Living, Dying, and Remembering Wonder

Living, Dying, and Remembering Wonder

Discussion date: Thu, May 18, 2023 at our weekly Thursday evening practice

Dear Still Water Friends,

Mark Wonder Thomas, a long-time Still Water practitioner, transitioned from his body this past Sunday, May 14th. When he was born in 1941, his parents wrote in “W.” as his middle name on his birth certificate. Apparently both his parents had relatives with names that started with a “W,” and they could not decide which one to use. So they agreed to let the boy figure it out for himself. It took Mark almost seventy years to conclude that the “W.” stood for Wonder, and he asked his Still Water friends to use that name.

Wonder was a friend and a stalwart of the Still Water community for more than twenty-eight years. He was generous and caring. He valued authenticity and connection. His Dharma sharing comments were vulnerable and self-deprecating, and sometimes included a just-created ditty. Throughout his last week his family and friends had many opportunities to tell him that they loved him and were grateful for all he had given them. His final moments were a peaceful letting go.

This Thursday evening, after our meditation, we will remember Wonder and also explore together what it actually means to live and to die. It was a subject Thich Nhat Hanh (Thay) often addressed.

In 2014 I participated in the “What Happens When We Die?” retreat at Plum Village. In a blog post I summarized what was for me the core teaching of the retreat:

Among the participants in the 21-day retreat were corn seeds that the sisters and brothers had planted several weeks before the retreat. Often they sat in little pots on the podium next to Thay. From time to time, Thay would have a conversation with them: “Dear little corn plant, do you remember when you were a seed? Are you the same as that seed? Are you different from that seed?”

Then he would answer: “You are both the same and different. You are the continuation of the seed. You are the seed in new form.”

And then he would extend the insight, “It is the same with the parent and the child. With Jesus and his followers, with the cloud and the rain.” They are all the same and different.

Toward the end of the retreat, Thich Nhat Hanh offered a short answer to the question “What happens when we die?

“We don’t die!”

If we can see the corn seed in the corn plant, then we can see our continuations in other forms. It is an insight that releases us from many fears and forms of sufferings. Rather than thinking in terms of being and non-being, birth and death, it helps if we use phrases such as manifestation and continuation to remind ourselves of the corn seed and the corn plant.
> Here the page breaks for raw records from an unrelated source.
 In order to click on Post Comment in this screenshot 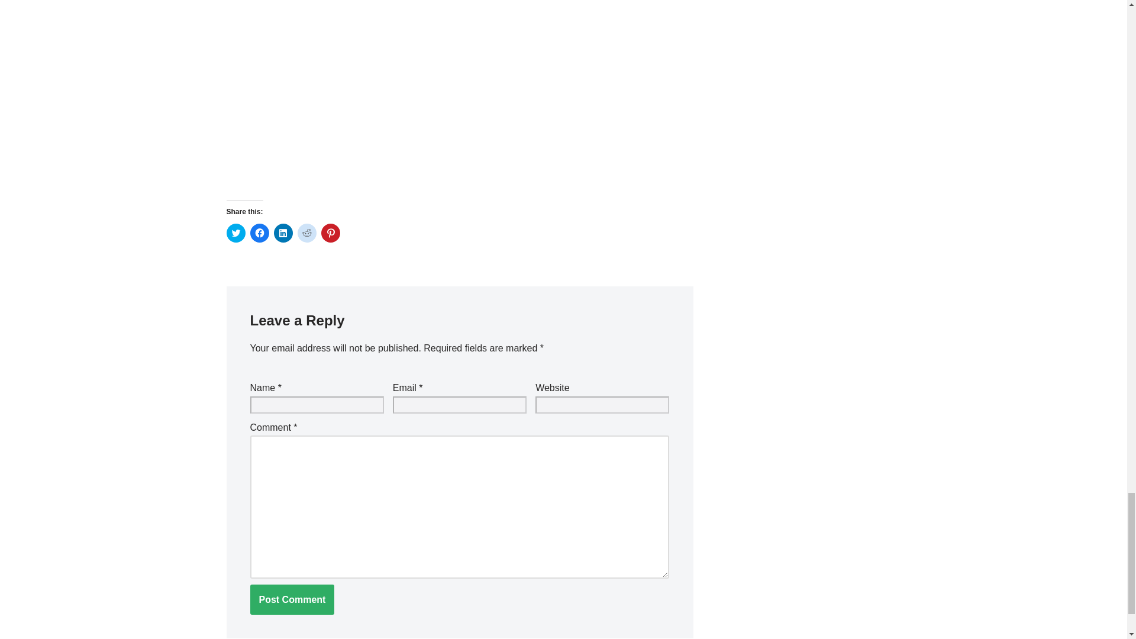, I will do `click(292, 600)`.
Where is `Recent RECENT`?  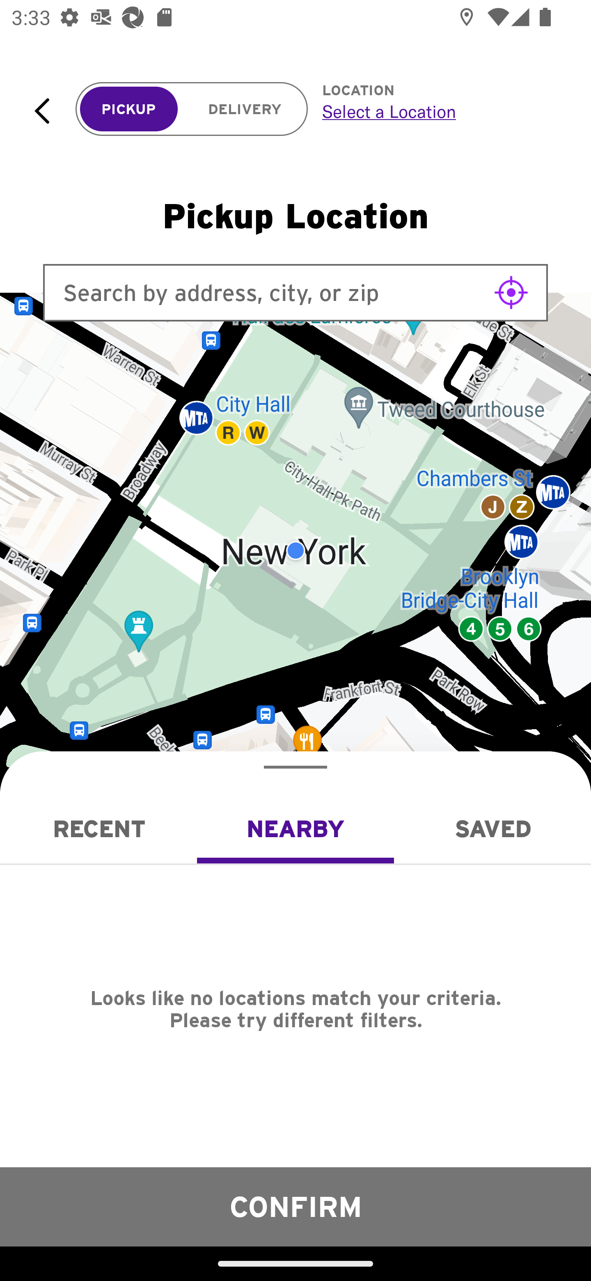 Recent RECENT is located at coordinates (98, 828).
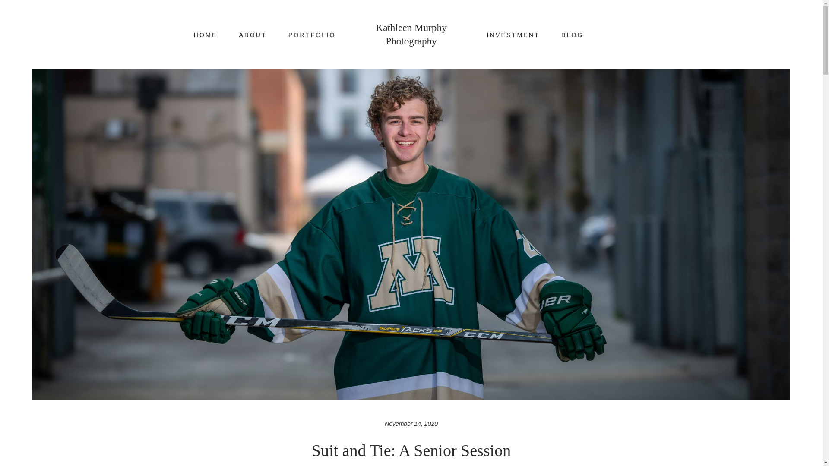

You are invited to be with us this Thursday evening.

Warm wishes and many blessings,

Mitchell Ratner


The Insight of Emptiness is a Bridge, from a 2014 blog post by Mitchell Ratner

The tradition of mindfulness practice teaches that there are two dimensions or ways of looking at the world.

In the conventional dimension things exist separately and we make sense of the world through naming the separate entities and using dualistic language, such as being and non-being. It is the perspective of the waves that explain their existence in terms of birth and death, same and other. Everything is outside of other things. The conventional world includes the Dharmadhatu, all the phenomena of the world: mental, physical, and physiological. It includes all of God’s creations.

In the ultimate dimension everything exist in dependence on everything else. Trees, clouds, humans, and everything else arises from conditions. They are empty of separate selves. It is the waves seen from the perspective of the constantly changing water. In Buddhist language it is the world of suchness, “reality just as it is.” In Western religious terms, it is the realm of God.

Ease, fearlessness, and release from suffering grow in us when we can begin, bit by bit, to experience our lives in terms of the ultimate dimension. During the 21-Day Retreat Thich Nhat Hanh taught several times that a wonderful way of bringing the ultimate into our lives is through the insight of “emptiness” or “interbeing” — throughout each day, to remind ourselves not to be caught by the forms of things. The corn plant is not separate from the corn seed, and also not separate from the water, the sun, and the soil. The child is not separate from the father, the mother, the ancestors, and his or her environment. The mud is not separate from the lotus. Your suffering and happiness are not separate from my suffering and happiness.